Safe by design, from science to regulation: metrics and main sectors (RIA)
- Degradation of nano-enabled products and ageing of nanomaterials, and mixture toxicity;
- New Safe by Design methods that enable reduction of hazard and exposure through design to an acceptable risk level without affecting the material performance and guide development of safer products at different stages;
- Implementation of control measures and mitigation strategies for nanomaterials specific scenarios in various industrial sectors to reach acceptable regulatory risk level on the effectiveness of such measures, and develop computational approaches to model them;
- For this topic the parallel calls scheme is envisaged with the USA-NNI. Resulting projects should establish close cooperation mechanisms. Legal, policy making and Responsible Research and Innovation aspects should be integrated in the proposal.
In line with the strategy for EU international cooperation in research and innovation (COM(2012)497), international cooperation is particularly encouraged.
Proposals submitted under this topic should include actions designed to facilitate cooperation with other projects; to enhance user involvement; and to ensure the accessibility and reusability of data produced in the course of the project.
Activities should start at TRL 4 and achieve TRL 6 at the end of the project.
The Commission considers that proposals requesting a contribution from the EU between EUR 5 and 6 million would allow this specific challenge to be addressed appropriately. Nonetheless, this does not preclude submission and selection of proposals requesting other amounts.
Risk management involves quantifying hazard (toxicity) and exposure, and taking the necessary steps to reduce both to acceptable levels, ideally at an early stage of the nanomaterial development process (Safe-by-Design). Various industrial sectors, and in particular structural or functional materials, coatings and cosmetics, as well as pharma and health technology are currently searching for ways to mitigate possible risks from nanomaterials and nano-containing products. The challenge now is to distil existing methods into simple, robust, cost-effective methods for monitoring and modelling of physical-chemical properties and biological effect assessment of nanomaterials in relevant use conditions including in product-relevant matrices.
- Safe by design approaches and tools at an early stage of the nanomaterial development process;
- Quality workplaces that ensure maximum technical and economic performance in line with acceptable risk levels;
- Control and mitigate exposure to acceptable risk level in case after release of nanomaterials from products;
- Develop and validate low-cost techniques for delivering an integrated exposure driven risk assessment and the associated design of the required post-use monitoring.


### What is expected
A faithful, word-for-word copy of the records is required, and it must contain no pictures.

### Collection entries
^^^^^^^^^^^^^^^^

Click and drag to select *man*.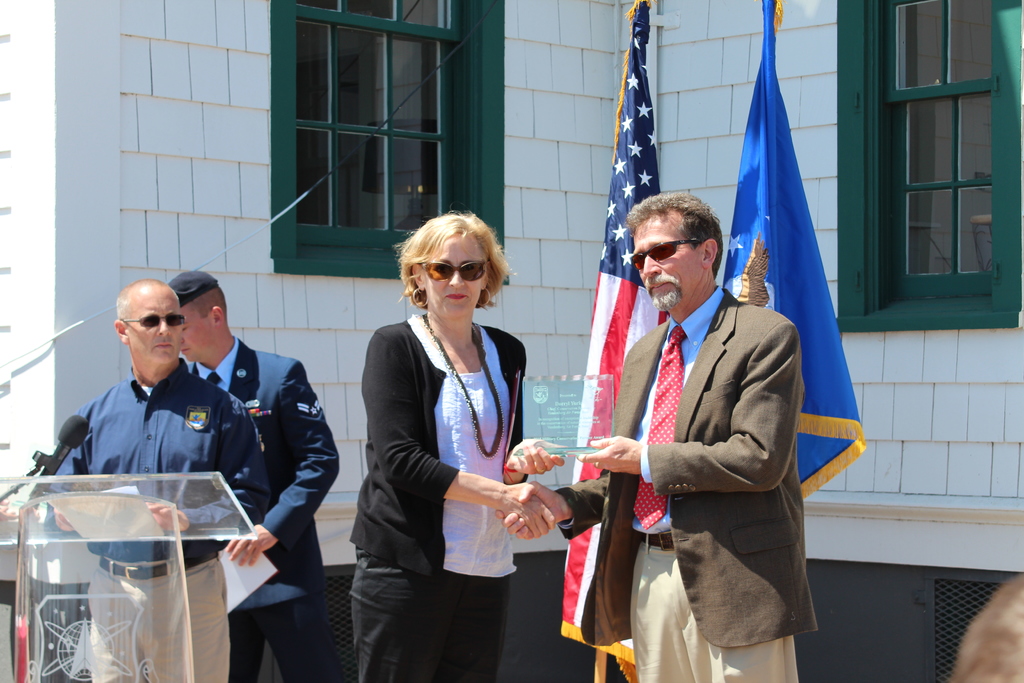
Selection: <bbox>584, 176, 826, 661</bbox>.
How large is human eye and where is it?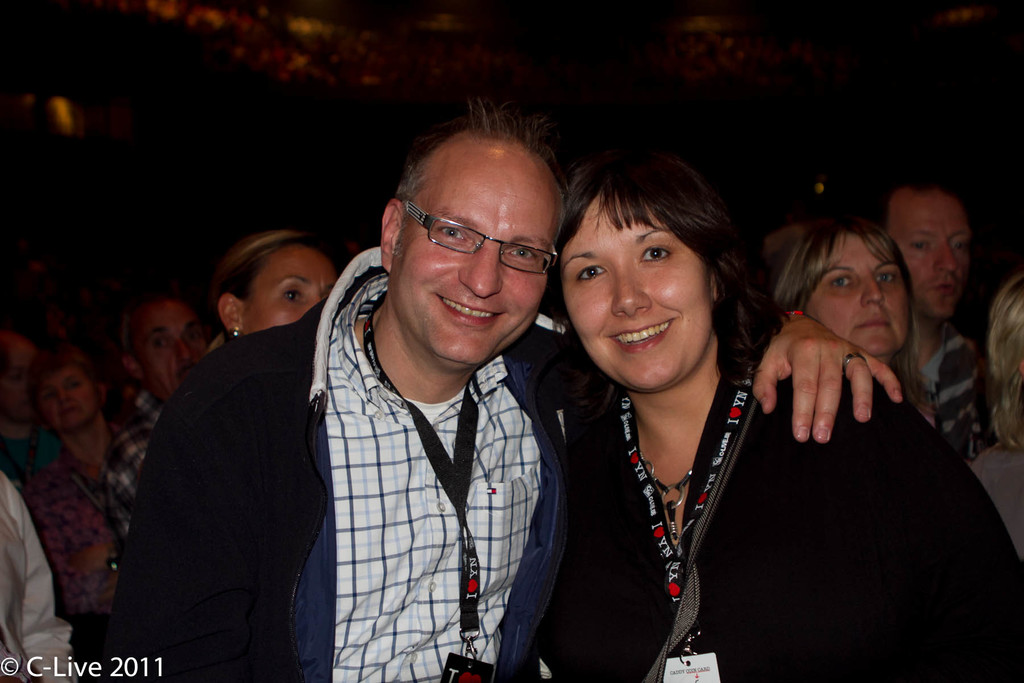
Bounding box: (left=637, top=238, right=678, bottom=268).
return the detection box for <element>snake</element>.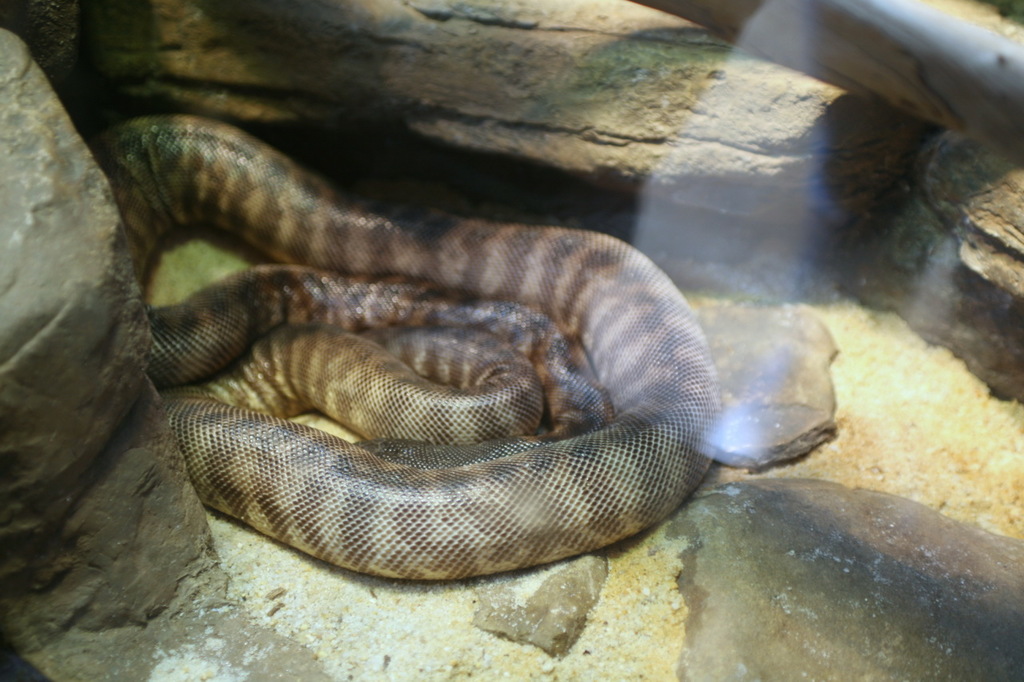
<box>90,111,726,585</box>.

^^^^^^^^^^^^^^^^

### The completed task
Click and drag to select *man*.
Selection: <bbox>584, 176, 826, 661</bbox>.
How large is human eye and where is it?
Bounding box: (left=637, top=238, right=678, bottom=268).
return the detection box for <element>snake</element>.
<box>90,111,726,585</box>.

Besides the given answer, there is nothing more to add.